Russ Allbery:
> [..]  It does mean that discovery of any new
> such environment variable would require a change to our whitelist in
> approach (3), so there would be some lag and the whitelist would become
> long over time (with a corresponding testing load).  But (3) does try to
> achieve that use case without trying to anticipate any possible
> environment variable setting.  It lets us be reactive to newly-discovered
> environment variables across which we want to stay reproducible.
> 

I can also see the merits in your (3) suggestion but I don't think it would be 
appropriate to hard-code the list in Policy, because it would be too hard to 
change it and then people might end up relying on a very-incomplete list and 
then do stupid stuff that was counter to the original intention of the 
discussions around the policy. It would be better to find a generic wording 
(with some examples) similar to what I suggested elsewhere.

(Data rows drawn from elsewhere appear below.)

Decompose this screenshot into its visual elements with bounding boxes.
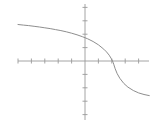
curve-decreasing-sigmoid-curve bbox=[18, 25, 149, 96]
plot-canvas bbox=[0, 0, 154, 123]
x-axis bbox=[18, 59, 149, 64]
y-axis bbox=[83, 4, 88, 120]
plot-figure bbox=[0, 0, 154, 123]
data-series-group bbox=[18, 25, 149, 96]
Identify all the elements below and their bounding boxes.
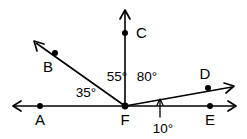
point-label-C: C <box>136 24 147 41</box>
angle-label-CFD: 80° <box>137 69 157 84</box>
point-label-E: E <box>205 111 215 128</box>
angle-dfe-pointer-icon <box>157 99 163 117</box>
geometry-diagram-canvas: A B C D E F 35° 55° 80° 10° <box>0 0 247 139</box>
geometry-figure: A B C D E F 35° 55° 80° 10° <box>0 0 247 139</box>
point-dot-F <box>122 103 129 110</box>
point-label-B: B <box>43 58 53 75</box>
point-dot-E <box>207 103 213 109</box>
point-dot-D <box>205 85 211 91</box>
point-label-F: F <box>120 111 129 128</box>
angle-label-DFE: 10° <box>153 121 173 136</box>
point-dot-A <box>37 103 43 109</box>
point-label-A: A <box>35 111 45 128</box>
point-dot-B <box>52 50 58 56</box>
point-dot-C <box>122 30 128 36</box>
point-label-D: D <box>200 65 211 82</box>
angle-label-BFC: 55° <box>107 69 127 84</box>
ray-FD <box>125 87 232 106</box>
angle-label-AFB: 35° <box>76 85 96 100</box>
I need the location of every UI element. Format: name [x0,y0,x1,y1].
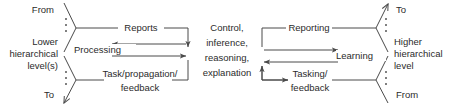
left-lower-ellipsis [65,71,67,85]
center-text-line3: reasoning, [196,52,258,63]
right-upper-fan [362,4,388,52]
left-from-label: From [8,4,54,15]
edge-tasking-path [262,66,288,80]
left-upper-ellipsis [65,18,67,32]
edge-label-learning: Learning [336,50,386,61]
edge-label-task-propagation-line2: feedback [96,82,184,93]
center-text-line2: inference, [196,37,258,48]
left-to-label: To [8,89,54,100]
left-hierarchy-label-line2: hierarchical [0,48,58,59]
left-hierarchy-label-line3: level(s) [0,60,58,71]
edge-label-tasking-line1: Tasking/ [286,68,334,79]
right-hierarchy-label-line1: Higher [394,36,452,47]
right-hierarchy-label-line2: hierarchical [394,48,452,59]
right-from-label: From [396,89,440,100]
diagram-canvas: From Lower hierarchical level(s) To Repo… [0,0,452,107]
left-hierarchy-label-line1: Lower [0,36,58,47]
right-hierarchy-label-line3: level [394,60,452,71]
right-to-label: To [396,4,436,15]
center-text-line1: Control, [196,22,258,33]
edge-reporting-path [262,28,288,47]
edge-label-task-propagation-line1: Task/propagation/ [96,68,184,79]
right-lower-fan [362,56,388,103]
edge-label-reporting: Reporting [286,22,332,33]
left-lower-fan [64,56,90,103]
center-text-line4: explanation [194,67,260,78]
edge-label-tasking-line2: feedback [286,82,334,93]
right-upper-ellipsis [385,18,387,32]
right-lower-ellipsis [385,71,387,85]
edge-label-processing: Processing [74,44,136,55]
edge-label-reports: Reports [118,22,164,33]
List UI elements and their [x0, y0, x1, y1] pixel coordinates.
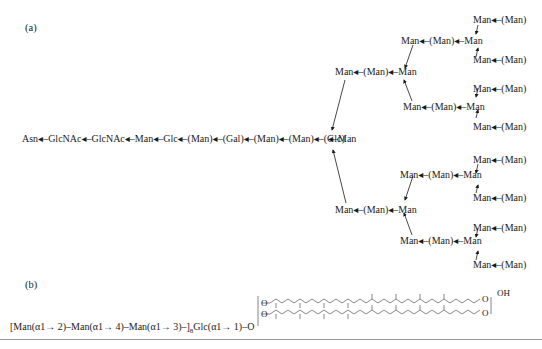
bottom-divider	[0, 339, 542, 340]
terminal-6: Man◂–(Man)	[473, 192, 526, 204]
glc-right-man: ◂–Man	[328, 133, 356, 145]
hydroxyl-label: OH	[497, 287, 510, 299]
main-chain: Asn◂–GlcNAc◂–GlcNAc◂–Man◂–Glc◂–(Man)◂–(G…	[22, 133, 345, 145]
upper-branch: Man◂–(Man)◂–Man	[335, 66, 417, 78]
lipid-o-lower: O	[261, 308, 268, 320]
terminal-5: Man◂–(Man)	[473, 154, 526, 166]
panel-b-label: (b)	[25, 279, 37, 290]
terminal-3: Man◂–(Man)	[473, 83, 526, 95]
dolichol-formula: [Man(α1→ 2)–Man(α1→ 4)–Man(α1→ 3)–]8Glc(…	[10, 321, 254, 337]
upper-lower-branch: Man◂–(Man)◂–Man	[403, 101, 485, 113]
terminal-2: Man◂–(Man)	[473, 54, 526, 66]
polyprenol-chain	[258, 294, 491, 326]
lower-branch: Man◂–(Man)◂–Man	[335, 204, 417, 216]
terminal-7: Man◂–(Man)	[473, 222, 526, 234]
lower-lower-branch: Man◂–(Man)◂–Man	[400, 235, 482, 247]
upper-upper-branch: Man◂–(Man)◂–Man	[401, 35, 483, 47]
formula-suffix: Glc(α1→ 1)–O	[193, 321, 254, 332]
lipid-o-right-lower: O	[482, 307, 489, 319]
terminal-8: Man◂–(Man)	[473, 259, 526, 271]
formula-prefix: [Man(α1→ 2)–Man(α1→ 4)–Man(α1→ 3)–]	[10, 321, 190, 332]
terminal-1: Man◂–(Man)	[473, 14, 526, 26]
lipid-o-right-upper: O	[482, 293, 489, 305]
lower-upper-branch: Man◂–(Man)◂–Man	[400, 169, 482, 181]
terminal-4: Man◂–(Man)	[473, 121, 526, 133]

>> Does everything in policy need to be rigorously testable?  or is it ok
>> to have Policy state the desired outcome even if we don't know how (or
>> don't have the resources) to test it fully today.
> 
> I don't think everything has to be rigorously testable, but I do think
> it's a useful canary.  If I can't test something, I start wondering
> whether that means I have problems with my underlying assumptions.
> 
> [..]

The "strict" interpretation is in principle testable though - we just have to 
collect enough environment variables and decide which category they fall under, 
and add that logic to our build tools.

I think in these early days, it would be fine for public package builders and 
reproducibility testers to do (3) as you suggested, i.e. 

- clean the environment
- set certain variables to a fixed value (the "whitelist") and record these in 
buildinfo

This "loose" interpretation of reproducibility still gives us some useful 
results, as well as testable reproducibility for end users, but as I said I 
don't think this should be Policy since the whitelist should be expanding quite 
quickly especially early on.

OTOH, developer reproducibility checkers (such as reprotest) can be a little 
bit more strict. I can imagine something like:

- reprotest runs 3 builds:
  - build 0 with current env
  - build 1 with current env + varying some "blacklist" envvars
  - build 2 with current env + varying some "non-whitelist" envvars

If there are differences between build 1 and build 2, then reprotest reports 
"unexpected envvar $XXX affected the build" and the developer can then either 
submit it for inclusion on the "whitelist" or the "blacklist" based on the 
Policy wording. If it ends up on the blacklist then they would also have to fix 
their own package to be invariant under that envvar.

So over time, this way we can build up a blacklist and a whitelist. But it 
shouldn't be in the original policy. And I don't think what I suggested above 
is a particularly disruptive or surprising process, especially since the 
"public" builders would only do the "looser" interpretation so people aren't 
bothered by bogus "unreproducible" reports.